Open a3957273 opened 1 year ago
We have an internal truncateRequest
function to resolve this on our instance. It tries to take as many tokens as possible up until about half the token limit. This is super simple implementation that we threw together in under an hour.
func getSubstring(message string, characters int) string {
if len(message) < characters {
return message
}
return message[:characters/2] + message[len(message)-characters/2:]
}
func (s *OpenAI) truncateRequest(request openaiClient.ChatCompletionRequest) openaiClient.ChatCompletionRequest {
var messages []openaiClient.ChatCompletionMessage
token_count := 0
limit := s.TokenLimit() / 2
for i := len(request.Messages) - 1; i >= 0; i-- {
message := request.Messages[i]
// Add a few for the role, etc.
tokens := s.CountTokens(message.Content) + 10
// Can we fit the entire message in the window?
if token_count+tokens < limit {
token_count += tokens
messages = append([]openaiClient.ChatCompletionMessage{message}, messages...)
continue
}
// We can't fit the message in, so just include the start and the end
remaining := limit - token_count
characters := remaining * 4 // Estimate 4 characters per token
message.Content = getSubstring(message.Content, characters)

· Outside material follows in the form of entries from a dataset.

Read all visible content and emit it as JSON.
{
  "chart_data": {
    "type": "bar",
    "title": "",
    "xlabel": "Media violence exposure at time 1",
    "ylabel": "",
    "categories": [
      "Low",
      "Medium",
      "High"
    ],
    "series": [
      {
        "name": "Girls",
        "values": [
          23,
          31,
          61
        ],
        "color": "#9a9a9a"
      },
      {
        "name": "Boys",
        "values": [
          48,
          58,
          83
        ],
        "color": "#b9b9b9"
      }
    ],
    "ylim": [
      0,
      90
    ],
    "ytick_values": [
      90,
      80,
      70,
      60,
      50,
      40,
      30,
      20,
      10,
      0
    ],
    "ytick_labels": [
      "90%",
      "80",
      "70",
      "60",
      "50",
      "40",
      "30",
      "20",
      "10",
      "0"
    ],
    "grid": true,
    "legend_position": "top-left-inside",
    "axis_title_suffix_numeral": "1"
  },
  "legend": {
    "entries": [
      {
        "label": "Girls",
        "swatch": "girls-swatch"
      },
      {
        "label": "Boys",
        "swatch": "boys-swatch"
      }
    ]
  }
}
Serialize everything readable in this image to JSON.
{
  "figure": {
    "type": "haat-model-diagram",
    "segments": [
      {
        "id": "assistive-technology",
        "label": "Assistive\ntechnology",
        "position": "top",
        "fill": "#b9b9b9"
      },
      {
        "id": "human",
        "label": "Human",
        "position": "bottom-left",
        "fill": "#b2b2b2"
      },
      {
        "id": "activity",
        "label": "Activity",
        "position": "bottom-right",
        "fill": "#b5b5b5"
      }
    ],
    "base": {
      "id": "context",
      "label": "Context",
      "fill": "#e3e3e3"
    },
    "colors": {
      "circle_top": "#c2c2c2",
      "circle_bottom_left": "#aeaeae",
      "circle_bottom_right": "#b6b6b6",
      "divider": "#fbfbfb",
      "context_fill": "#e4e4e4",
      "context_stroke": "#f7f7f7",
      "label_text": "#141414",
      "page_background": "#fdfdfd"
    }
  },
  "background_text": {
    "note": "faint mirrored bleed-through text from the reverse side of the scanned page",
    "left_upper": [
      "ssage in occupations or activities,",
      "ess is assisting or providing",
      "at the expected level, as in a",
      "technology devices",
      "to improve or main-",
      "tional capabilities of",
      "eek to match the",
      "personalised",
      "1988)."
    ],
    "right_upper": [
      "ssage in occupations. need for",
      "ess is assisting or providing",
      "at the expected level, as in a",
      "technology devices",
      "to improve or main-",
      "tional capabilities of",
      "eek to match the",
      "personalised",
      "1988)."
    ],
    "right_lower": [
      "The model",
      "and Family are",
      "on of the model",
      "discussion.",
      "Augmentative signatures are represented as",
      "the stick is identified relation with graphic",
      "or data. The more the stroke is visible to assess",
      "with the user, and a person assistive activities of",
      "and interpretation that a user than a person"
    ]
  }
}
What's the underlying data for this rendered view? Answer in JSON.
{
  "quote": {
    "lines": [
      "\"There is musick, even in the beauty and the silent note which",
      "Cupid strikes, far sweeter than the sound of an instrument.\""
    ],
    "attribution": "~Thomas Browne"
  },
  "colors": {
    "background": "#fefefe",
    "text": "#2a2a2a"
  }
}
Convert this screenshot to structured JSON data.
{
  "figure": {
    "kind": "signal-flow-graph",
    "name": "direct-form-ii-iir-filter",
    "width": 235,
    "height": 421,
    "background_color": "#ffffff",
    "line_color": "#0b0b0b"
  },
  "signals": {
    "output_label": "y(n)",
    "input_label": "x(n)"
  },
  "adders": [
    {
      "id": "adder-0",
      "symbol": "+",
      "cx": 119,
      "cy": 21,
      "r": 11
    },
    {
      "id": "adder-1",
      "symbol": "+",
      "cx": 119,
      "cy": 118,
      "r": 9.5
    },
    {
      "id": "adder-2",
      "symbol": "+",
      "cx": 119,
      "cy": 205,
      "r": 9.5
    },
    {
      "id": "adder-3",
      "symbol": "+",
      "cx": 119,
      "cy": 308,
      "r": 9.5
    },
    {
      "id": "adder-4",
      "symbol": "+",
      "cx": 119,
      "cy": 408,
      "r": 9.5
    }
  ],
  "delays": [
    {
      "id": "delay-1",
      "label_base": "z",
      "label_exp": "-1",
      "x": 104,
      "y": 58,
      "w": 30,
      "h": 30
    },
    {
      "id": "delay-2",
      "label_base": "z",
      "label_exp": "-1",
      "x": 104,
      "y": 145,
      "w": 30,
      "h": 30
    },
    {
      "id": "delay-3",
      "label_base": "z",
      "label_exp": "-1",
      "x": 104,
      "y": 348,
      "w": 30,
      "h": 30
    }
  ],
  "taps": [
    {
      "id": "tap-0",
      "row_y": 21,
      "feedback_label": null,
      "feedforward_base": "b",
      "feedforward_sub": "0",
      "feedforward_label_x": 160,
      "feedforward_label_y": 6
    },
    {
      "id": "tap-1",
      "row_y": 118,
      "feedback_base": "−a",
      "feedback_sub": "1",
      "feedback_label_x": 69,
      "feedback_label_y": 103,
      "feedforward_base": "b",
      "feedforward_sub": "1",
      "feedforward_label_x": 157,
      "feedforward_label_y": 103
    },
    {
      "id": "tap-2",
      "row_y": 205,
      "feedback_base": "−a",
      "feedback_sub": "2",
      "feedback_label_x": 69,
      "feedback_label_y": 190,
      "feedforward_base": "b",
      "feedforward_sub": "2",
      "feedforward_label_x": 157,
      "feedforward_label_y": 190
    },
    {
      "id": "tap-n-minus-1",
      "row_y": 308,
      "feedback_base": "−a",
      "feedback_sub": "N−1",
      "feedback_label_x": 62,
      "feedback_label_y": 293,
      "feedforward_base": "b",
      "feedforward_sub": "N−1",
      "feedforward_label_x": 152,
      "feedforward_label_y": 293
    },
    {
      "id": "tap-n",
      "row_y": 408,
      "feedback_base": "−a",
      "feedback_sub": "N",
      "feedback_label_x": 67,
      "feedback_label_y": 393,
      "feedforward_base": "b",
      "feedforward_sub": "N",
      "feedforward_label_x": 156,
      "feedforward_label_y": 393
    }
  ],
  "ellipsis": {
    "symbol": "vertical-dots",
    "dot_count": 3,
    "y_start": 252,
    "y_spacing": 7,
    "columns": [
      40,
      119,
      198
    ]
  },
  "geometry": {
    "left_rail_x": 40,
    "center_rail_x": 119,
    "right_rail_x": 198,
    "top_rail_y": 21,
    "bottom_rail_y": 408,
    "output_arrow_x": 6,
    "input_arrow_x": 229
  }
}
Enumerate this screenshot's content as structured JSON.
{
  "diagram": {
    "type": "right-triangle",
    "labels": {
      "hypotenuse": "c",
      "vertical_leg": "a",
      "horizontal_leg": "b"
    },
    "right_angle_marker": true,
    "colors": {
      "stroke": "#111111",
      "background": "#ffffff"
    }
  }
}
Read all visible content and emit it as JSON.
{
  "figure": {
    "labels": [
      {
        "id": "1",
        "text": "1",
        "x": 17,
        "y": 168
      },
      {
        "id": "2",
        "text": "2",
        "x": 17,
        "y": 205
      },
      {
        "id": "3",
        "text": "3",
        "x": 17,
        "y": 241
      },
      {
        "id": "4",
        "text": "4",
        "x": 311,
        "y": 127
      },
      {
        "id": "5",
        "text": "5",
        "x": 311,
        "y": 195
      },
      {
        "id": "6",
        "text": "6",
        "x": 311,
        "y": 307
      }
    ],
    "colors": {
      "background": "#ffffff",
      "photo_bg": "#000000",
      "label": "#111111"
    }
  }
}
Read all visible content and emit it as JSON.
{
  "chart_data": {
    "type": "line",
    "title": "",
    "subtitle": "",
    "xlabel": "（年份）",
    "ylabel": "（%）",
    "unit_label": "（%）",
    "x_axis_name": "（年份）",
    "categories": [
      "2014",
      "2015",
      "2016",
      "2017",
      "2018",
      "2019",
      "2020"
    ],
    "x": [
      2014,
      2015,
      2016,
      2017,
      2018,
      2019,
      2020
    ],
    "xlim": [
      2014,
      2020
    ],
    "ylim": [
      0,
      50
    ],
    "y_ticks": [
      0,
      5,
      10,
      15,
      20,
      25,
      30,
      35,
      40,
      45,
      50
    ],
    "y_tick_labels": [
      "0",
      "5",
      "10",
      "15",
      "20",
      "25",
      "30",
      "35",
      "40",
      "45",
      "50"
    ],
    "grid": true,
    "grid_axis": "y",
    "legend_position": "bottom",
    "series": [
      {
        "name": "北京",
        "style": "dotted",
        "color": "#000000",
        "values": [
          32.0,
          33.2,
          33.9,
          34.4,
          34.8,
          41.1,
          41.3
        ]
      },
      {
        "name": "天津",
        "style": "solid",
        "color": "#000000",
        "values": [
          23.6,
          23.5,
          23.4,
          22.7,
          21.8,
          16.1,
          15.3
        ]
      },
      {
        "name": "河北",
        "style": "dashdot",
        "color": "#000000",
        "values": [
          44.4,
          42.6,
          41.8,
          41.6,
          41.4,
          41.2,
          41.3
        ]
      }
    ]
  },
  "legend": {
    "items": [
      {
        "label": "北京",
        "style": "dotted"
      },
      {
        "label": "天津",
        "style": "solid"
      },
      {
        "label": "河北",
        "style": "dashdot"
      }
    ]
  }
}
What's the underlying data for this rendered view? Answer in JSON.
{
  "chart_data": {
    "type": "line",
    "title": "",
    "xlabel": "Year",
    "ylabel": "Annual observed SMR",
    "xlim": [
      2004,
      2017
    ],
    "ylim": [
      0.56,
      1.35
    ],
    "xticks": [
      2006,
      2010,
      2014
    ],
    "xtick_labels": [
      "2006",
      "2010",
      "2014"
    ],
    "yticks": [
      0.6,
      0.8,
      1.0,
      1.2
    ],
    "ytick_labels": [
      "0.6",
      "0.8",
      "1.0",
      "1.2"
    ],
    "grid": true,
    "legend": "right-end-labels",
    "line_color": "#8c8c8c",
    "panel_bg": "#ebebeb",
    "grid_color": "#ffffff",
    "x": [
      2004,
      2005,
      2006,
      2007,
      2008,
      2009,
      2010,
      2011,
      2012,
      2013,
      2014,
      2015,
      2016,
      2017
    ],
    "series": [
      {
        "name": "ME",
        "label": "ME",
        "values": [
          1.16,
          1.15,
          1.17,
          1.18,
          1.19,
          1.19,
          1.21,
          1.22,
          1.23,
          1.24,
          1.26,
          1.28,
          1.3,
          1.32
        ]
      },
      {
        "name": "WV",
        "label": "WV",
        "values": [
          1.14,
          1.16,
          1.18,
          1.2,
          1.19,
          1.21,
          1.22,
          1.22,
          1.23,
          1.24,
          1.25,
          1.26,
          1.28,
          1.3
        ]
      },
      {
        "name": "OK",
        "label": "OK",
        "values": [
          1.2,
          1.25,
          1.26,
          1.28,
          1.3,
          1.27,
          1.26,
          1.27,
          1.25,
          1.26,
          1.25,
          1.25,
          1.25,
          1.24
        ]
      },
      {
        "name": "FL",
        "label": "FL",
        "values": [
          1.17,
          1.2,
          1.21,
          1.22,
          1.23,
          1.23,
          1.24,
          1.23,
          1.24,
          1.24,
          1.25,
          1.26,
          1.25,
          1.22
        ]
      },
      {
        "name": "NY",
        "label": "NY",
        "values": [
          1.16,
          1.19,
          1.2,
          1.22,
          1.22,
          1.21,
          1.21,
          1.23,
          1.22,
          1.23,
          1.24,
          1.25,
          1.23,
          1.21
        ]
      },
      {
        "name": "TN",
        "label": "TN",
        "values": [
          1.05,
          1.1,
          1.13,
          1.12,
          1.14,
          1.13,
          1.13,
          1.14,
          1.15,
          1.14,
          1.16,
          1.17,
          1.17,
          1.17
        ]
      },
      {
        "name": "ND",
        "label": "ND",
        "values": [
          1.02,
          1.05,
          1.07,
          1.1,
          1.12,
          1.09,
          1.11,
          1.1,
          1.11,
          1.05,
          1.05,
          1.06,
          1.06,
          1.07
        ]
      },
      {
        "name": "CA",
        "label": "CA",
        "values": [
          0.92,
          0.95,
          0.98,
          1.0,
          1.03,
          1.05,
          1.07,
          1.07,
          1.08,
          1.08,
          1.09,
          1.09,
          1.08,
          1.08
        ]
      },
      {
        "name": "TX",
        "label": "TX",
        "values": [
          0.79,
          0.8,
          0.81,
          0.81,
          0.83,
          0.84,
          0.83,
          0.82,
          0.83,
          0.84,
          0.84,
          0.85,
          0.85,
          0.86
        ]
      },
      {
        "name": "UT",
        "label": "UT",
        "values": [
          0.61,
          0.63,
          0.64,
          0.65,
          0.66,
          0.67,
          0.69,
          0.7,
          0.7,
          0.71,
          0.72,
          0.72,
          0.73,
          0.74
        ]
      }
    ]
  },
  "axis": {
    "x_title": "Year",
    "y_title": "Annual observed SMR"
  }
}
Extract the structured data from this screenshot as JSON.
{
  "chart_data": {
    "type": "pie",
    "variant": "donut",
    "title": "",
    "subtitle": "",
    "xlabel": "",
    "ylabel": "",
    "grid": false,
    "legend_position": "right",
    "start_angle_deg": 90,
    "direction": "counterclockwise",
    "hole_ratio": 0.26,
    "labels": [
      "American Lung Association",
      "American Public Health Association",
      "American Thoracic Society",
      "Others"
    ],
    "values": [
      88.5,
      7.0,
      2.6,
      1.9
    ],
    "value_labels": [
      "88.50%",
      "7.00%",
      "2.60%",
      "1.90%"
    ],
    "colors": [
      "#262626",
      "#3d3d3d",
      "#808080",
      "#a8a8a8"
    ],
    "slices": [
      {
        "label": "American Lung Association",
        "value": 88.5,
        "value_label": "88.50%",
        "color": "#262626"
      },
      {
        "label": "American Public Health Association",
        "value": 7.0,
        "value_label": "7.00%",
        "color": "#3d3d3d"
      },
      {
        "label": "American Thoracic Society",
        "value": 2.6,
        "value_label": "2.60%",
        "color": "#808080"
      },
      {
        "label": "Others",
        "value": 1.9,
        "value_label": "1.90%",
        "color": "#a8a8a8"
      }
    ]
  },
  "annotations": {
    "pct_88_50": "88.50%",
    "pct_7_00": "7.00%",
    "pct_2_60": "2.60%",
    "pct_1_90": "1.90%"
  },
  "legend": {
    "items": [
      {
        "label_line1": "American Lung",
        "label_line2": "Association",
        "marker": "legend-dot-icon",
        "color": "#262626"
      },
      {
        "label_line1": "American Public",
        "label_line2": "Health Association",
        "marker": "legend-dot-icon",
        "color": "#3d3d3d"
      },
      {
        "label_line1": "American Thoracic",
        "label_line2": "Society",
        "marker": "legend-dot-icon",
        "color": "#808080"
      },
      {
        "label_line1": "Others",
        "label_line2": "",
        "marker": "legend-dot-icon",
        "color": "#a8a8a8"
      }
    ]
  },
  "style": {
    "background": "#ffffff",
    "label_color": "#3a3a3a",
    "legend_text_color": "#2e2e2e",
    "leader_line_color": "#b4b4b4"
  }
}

messages = append(messages, message)
break
}
request.Messages = messages
return request
}
This makes a lot of sense as it's a pretty bad experience when you run oft of context at the moment. The annoying part is (at least last time I checked) there is no precise token counting library in Go.
We've had a lot of success with fairly basic heuristics. We've generated millions of values and using the existing built-in token counter has worked every time. I realise we're possibly losing a small amount of the context window, but the trade-off is worthwhile for us.
Summary
At the moment the plugin seems to fail with a generic error message when the conversation is too long. Ideally, some context pruning might take place to keep within a context limit defined by the plugin.